Fortnite-maker opens PC games store to challenge Steam
- Published
Fortnite creator Epic Games has opened an online store to sell video games for PCs.
The store has been set up to rival the massive online Steam run by developer Valve that offers thousands of PC games.
Epic said it would charge less commission for listing games, so more cash would be returned to developers.
So far, only three games from other developers are available, but Epic plans to expand the list quickly.
No adult content
As well as its own games, Fortnite and Unreal, the first games for sale in the Epic store, external are:
Ashen
Hades
Hello Neighbor: Hide and Seek
All three are new games. Hades, from the Supergiant studio, was unknown before appearing on the service.
Three other games that were released some time ago - Darksiders III, Subnautica and Super Meat Boy - will soon be added to the catalogue.
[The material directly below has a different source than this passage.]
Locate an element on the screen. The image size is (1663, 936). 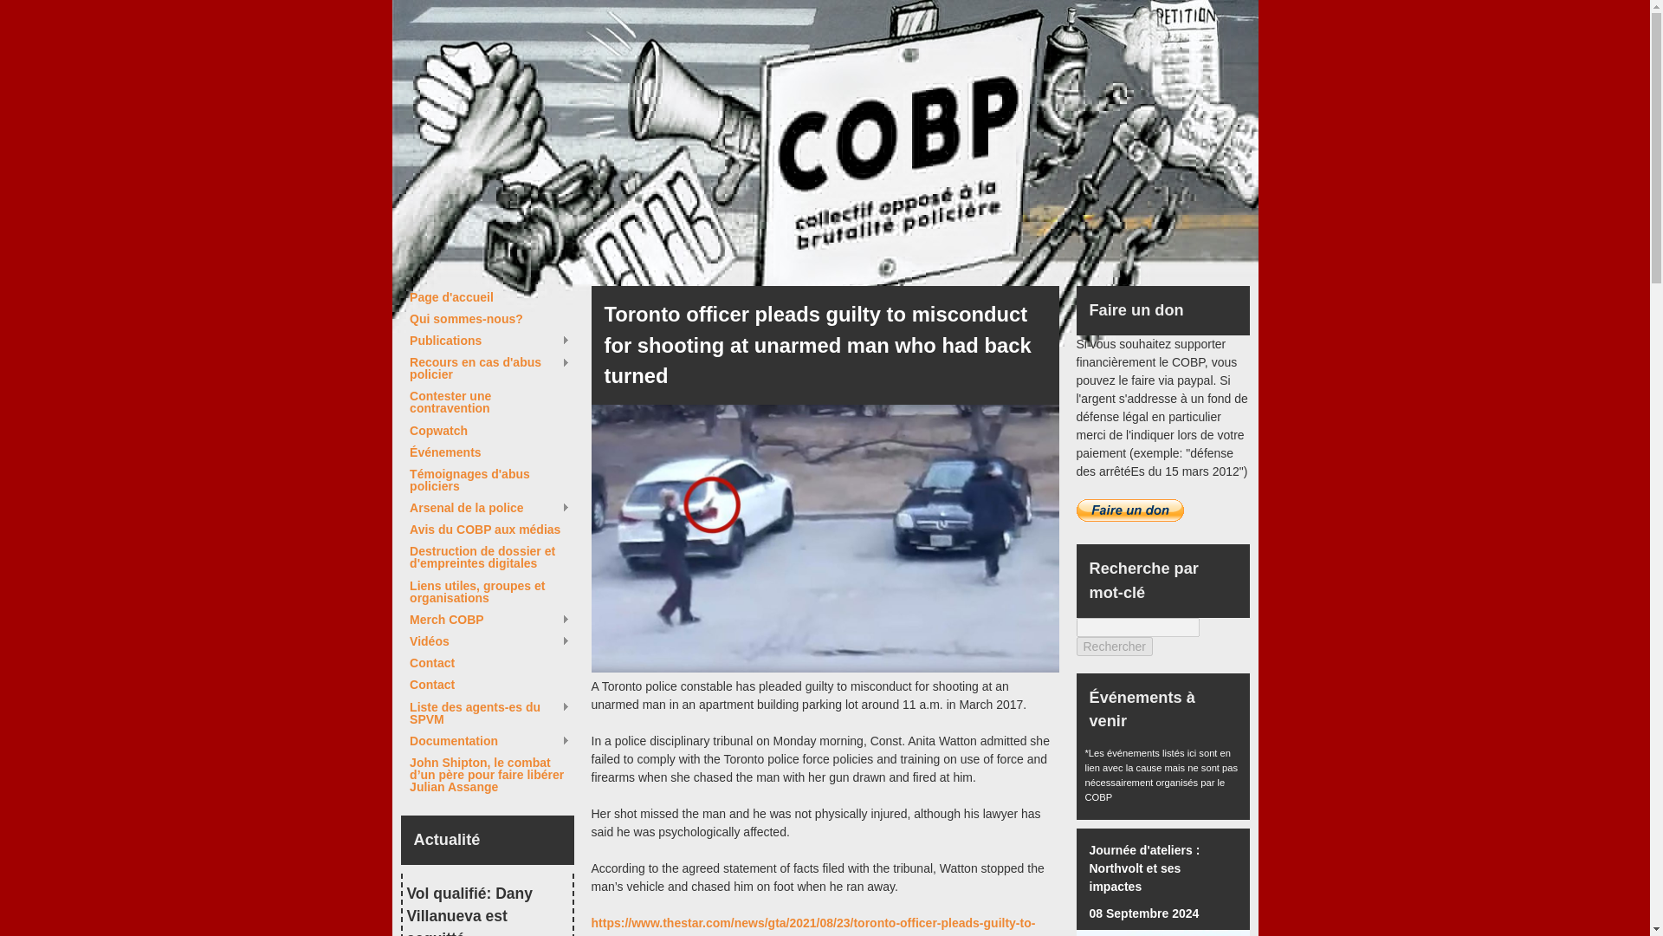
Qui sommes-nous? is located at coordinates (490, 318).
Both Subnautica and Super Meat Boy will be free to play for a few weeks. Epic said it planned to give customers a free game every fortnight.
Speaking to tech news site Ars Technica, external, Epic boss Tim Sweeney said the store would expand "more broadly" in 2019.
He said Epic's process for adding games to the service would focus on the "technical side of things and general quality". The only types of games it would restrict would be those featuring "adult-only" content.
Magic money
Top players of the hugely popular Magic: The Gathering card game will soon be able to take each other on in two separate pro-leagues.
Overseen by Wizards of the Coast, which created the game, these will let players of the physical card game and its PC equivalent compete for a slice of a $10m (£7.8m) prize pot.
The Magic Pro League will include 32 of the world's best players of the game who will compete in weekly matches as well as major tournaments.
The first tournament will take place at the Pax East gaming show in Boston in 2019. Wizards said $1m in prizes would be up for grabs.
The main page for the Epic store lists another nine games as "coming soon". These include Journey which before now had been a Sony PlayStation exclusive. Many of the others are already released and are available via Steam and other online stores.
Epic said it aimed to differentiate itself from Steam by only taking a 12% commission on sales. By contrast, Valve asks for 30% of the money paid for games sold via its service.
The "much more generous offering" had sparked interest among independent developers, wrote Dustin Bailey on the PCGamesN website., external
"Exactly how that pans out in the long term remains to be seen, but this is a promising start," he added.
Currently, the Epic store is by no means a significant rival for Steam which has more than 20,000 games in its catalogue and regularly has more than 18 million people online playing via its service. It is believed to have about 125 million registered users.
However, Fortnite is hugely popular and has a global player base of about 200 million people. At its most popular, about 8 million people were playing the game at one time.